Diffusion 2013 - The Valleys Re-Presented

And Where are We Now?

In 2013 I launched Diffusion, a new biennial photography festival staged in Cardiff, Wales' capital city, showcasing outstanding photographic work from around the world, and providing a major new platform for Welsh artists. The festival used both traditional and new media to create a strong visual presence across existing venues and found spaces. And Where are We Now? was the question I asked artists, cultural producers, curators and programmers to address with their contributions to Diffusion 2013. 

A particular highlight of this inaugural Diffusion was the exhibition The Valleys Re-Presented, which examined different visual narratives and typologies of the South Wales’ Valleys, exploring how the currency of images creates and sustains particular mythologies about the region.

In the 1980s Ffotogallery established the Valleys Project, in which they commissioned ten photographers including David Bailey, John Davies, Peter Fraser, Francesca Odell and Paul Reas to document the life and landscape of the South Wales Valleys. It is an area that since the Second World War had witnessed the steady demise of its mining industry, culminating that year in the announcement of plans to close the pits and the subsequent Miners’ Strikes. Thirty years later, a curated selection of these works was exhibited in The Valleys Re-Presented alongside other photography, film, and vernacular imagery that take this part of the world as their subject.

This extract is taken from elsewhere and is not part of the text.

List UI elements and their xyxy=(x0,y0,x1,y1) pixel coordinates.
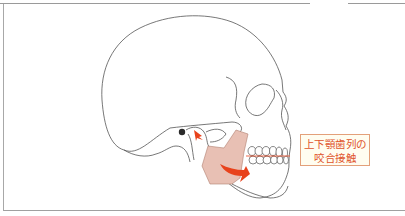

Emma Lewis’ review of the exhibition for Photomonitor captured well its intentions.

“The works were on display in a temporary space called The Tramshed, a site where machinery, the lingering smell of petrol and even ubiquitous health and safety signage are still present from its usual use. It is an appropriate setting for an exhibition so connected with industry. From John Davies’ incredibly detailed photographs of mining infrastructure and row upon row of terraced houses, to Mike Berry’s images of Glyncorrwg, a region hit by an unemployment rate of 40%, to a copy of LIFE magazine covering the 1966 Aberfan coal tip tragedy, the exhibition centred on industry as lifeblood of local community, and what happens in the fallout of that industry’s demise.   

The political framework of this is made explicit in ephemera such as LIFE magazine, or a poignant recent edition of the Western Mail with the headline ‘Thatcher: What Did Her Era Really Mean for Wales?’. For the most part, though, what we see in the works themselves is politics through the personal. Factories and front rooms, parties and parades: the stuff of everyday life. Berry’s images, documenting children clamouring for a sweet shop to open, men playing boules, and Thatcher herself, on the television of an elderly gentleman’s kitchen, are a case in point. Energetic and warm, their tenderness encourages an understanding of community beyond its employment statistics.

It is hard, though, not to notice work — or ­­­­the lack of it – in these images. Paul Reas’ factory workers clocking out, Maurice Broomfield’s large-scale colour print of a woman preparing a nylon spinner, and Huw Davies’ vibrant lightboxes of a school teacher and shopkeeper; together they show the changing shape of labour in South Wales. By contrast, Francesca Odell’s 1986 photograph of teenagers hanging around on a quiet street corner captures the interminable boredom and frustration of work’s absence, and gains added significance when shown, as it is here, in close proximity to David Barnes’ contemporary photographs of kids killing time on their estate.

The fact that these works are not displayed chronologically, or next to dates and captions, encourages a drawing out of these kind of cross-temporal relationships. Phillip Jones Griffiths’ famous 1961 photograph of a young boy destroying a piano is exhibited alongside its more recent incarnation on a Suede tour poster, exemplifying how images circulate and become part of the mythology of a place”. 

The exhibition also featured newly commissioned works by Alicia Bruce and Zhao Renhui, and a re-staging of Jeremy Deller’s So Many Ways to Hurt You installation about the Welsh wrestler Adrian Street.